New Work / MONUMENTAL – ANETTA MONA CHISA A LUCIA TKÁČOVÁ

The photos of the monumental realisation of the artwork The Rays on the Wall of the Banská Stanica cultural centre in the town of Banská Štiavnica have successfully swept through social media. Its bright colours were glowing on Facebook walls quite boldly, although the work will strike you live with much more intensity. It will be installed in the Banská Stanica centre for the whole year.

Photo: Lukáš Roharík

The introduction of the tradition of site-specific art at Stanica in Štiavnica proved to be a good idea. Every year since 2010, a new large-scale piece of art (6 x 9m or 8 x 9m) comes out as a result of the residential programme. Such a format is now, in comparison with the common practice before 1989, rather an exception. The artists who tried it this time were Anetta Mona Chisa and Lucia Tkáčová, yet working with such a huge surface for them was a new experience, too.  They decided that the theme would be a follow-up of their series of works with the motive of broken TV screens titled Prophecy of Things which started to appear in 2015. The central idea of them is „life after life“ of digital technologies. They dwell upon and speculate about the condition of digital devices when thrown away, after humans stop controlling them. Liberated pixels, as they call them, are still capable of making images and reconfiguring, but nobody knows why or how they were born. For artists, they represent a window into the worlds of other intelligences we have created. Coloured blurs, spectrums, various forms come into being as a consequence of physical processes running in the background. Just like when someone is concerned with life of atoms in a nuclear warhead.

The big thing we may see today in Stanica in Štiavnica town started as a project in an A4 format. A random scene printed on it later changed both its scale and materiality. The artists opted for the mixed media technique combining textile and digital print. The image was set up for printing with bleeds to cover the full surface of the wall in the station hall (8.4 x 9.4m). The volume of the used cloth was not negligible either; the production team brought it over in its corresponding quality and price all the way from Budapest. The result is professional and well-finished; the illusion captivating. Pixels are gone and what reminds us of their existence is just the digital print. The digital print, in fact, is the core of the composition that defines the colour and covers the moving part – the door that needed to be kept for staff. The artists thus managed to turn the initial (input) limit into the point of departure.

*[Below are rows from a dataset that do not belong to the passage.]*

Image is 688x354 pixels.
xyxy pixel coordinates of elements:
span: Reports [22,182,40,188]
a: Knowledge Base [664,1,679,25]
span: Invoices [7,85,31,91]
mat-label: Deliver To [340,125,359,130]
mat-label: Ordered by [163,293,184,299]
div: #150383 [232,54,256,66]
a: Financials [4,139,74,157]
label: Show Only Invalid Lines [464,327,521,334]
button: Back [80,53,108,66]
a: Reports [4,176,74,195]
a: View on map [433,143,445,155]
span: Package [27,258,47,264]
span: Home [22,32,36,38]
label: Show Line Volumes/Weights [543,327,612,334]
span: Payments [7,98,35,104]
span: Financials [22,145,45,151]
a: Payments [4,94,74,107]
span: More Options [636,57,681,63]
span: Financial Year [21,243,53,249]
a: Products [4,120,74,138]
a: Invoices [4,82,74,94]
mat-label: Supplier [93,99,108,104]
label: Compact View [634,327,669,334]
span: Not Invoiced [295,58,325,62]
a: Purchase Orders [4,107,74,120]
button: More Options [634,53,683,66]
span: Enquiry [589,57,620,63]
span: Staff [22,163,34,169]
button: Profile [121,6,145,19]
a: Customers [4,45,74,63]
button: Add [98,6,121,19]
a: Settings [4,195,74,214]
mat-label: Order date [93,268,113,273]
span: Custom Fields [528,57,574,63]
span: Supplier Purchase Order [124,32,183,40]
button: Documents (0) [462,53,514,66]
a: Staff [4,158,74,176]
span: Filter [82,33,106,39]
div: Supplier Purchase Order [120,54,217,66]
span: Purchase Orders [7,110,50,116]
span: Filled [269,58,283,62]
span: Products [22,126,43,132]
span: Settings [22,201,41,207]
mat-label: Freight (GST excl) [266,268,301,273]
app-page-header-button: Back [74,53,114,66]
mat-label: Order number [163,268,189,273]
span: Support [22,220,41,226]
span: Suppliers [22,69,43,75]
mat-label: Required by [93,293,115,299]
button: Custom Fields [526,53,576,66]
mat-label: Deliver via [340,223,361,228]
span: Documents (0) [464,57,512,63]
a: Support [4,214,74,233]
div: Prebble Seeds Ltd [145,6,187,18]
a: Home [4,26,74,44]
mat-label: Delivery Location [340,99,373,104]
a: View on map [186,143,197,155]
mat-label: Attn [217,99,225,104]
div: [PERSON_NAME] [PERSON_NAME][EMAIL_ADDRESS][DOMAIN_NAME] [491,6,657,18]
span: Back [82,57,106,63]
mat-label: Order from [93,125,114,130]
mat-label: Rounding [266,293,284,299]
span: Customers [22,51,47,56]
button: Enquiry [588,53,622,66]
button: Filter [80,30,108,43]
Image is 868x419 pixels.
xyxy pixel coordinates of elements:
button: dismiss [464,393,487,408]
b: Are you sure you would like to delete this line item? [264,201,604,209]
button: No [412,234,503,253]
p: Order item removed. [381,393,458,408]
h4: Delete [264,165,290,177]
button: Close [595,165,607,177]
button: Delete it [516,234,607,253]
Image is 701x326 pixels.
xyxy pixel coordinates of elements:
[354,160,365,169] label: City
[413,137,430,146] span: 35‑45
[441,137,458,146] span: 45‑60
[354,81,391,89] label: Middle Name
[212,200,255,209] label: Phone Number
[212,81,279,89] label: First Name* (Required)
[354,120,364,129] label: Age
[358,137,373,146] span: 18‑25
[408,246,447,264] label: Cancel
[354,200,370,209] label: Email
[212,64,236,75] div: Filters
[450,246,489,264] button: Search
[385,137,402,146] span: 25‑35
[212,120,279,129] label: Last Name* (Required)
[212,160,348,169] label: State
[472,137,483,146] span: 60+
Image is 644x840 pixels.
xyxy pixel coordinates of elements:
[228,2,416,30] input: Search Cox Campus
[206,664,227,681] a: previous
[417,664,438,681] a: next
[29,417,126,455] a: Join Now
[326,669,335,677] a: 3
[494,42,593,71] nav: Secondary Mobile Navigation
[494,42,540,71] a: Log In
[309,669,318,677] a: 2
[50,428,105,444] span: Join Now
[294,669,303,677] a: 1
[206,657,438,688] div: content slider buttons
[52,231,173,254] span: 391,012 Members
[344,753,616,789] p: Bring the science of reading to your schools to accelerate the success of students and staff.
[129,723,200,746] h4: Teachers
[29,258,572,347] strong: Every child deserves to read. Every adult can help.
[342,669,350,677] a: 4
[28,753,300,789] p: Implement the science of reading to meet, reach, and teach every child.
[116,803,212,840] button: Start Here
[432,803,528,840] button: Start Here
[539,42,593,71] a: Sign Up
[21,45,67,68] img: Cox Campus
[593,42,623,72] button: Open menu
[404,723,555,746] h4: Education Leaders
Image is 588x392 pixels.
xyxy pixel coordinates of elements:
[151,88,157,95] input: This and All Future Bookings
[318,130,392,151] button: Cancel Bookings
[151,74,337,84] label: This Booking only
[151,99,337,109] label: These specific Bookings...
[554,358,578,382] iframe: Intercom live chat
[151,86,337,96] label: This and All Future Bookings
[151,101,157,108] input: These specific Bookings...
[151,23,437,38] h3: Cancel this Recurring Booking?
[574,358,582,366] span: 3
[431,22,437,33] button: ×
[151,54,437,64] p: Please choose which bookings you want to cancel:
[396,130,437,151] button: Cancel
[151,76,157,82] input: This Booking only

At first sight, the artwork formally refers to monumental artworks from the past, as the motive of rays was typically an apt background for socialist iconography. In this case, however, rays are everything we have/see. It seems as some kind of a detail zoomed in too much – the scene in this scale takes on a specific visual quality. The view of the whole from far is utterly different from the close-up view. From far, it has distinctive architecture qualities, inconspicuously affecting both macro and micro level of perception of the space. On the one hand, it uses the full volume of hall and its verticality while breaking it and on the other hand, it works with the eye-catching interior detail (with a regular drawing of the monotonous floor tiles) by being in a stark contrast with it. Thanks to their colours, the rays seem to shine and also change the light intensity of the space. The close-up view is completely different. The more you draw near the work, the more you disconnect from the surrounding space. The work engulfs you and has as a hallucinating effect. The illusion is quite convincing; it evokes the digital world that lay at the foundation of the whole scene.

The railways seem to have definitely backed out of from the premises of Stanica in Banská Štiavnica. They stopped selling train tickets, which is why the premises are seldom open for public. There is something accurate in the atmosphere. It is at the end of roads and tracks, off the centre, behind the hills, and still, it can be big.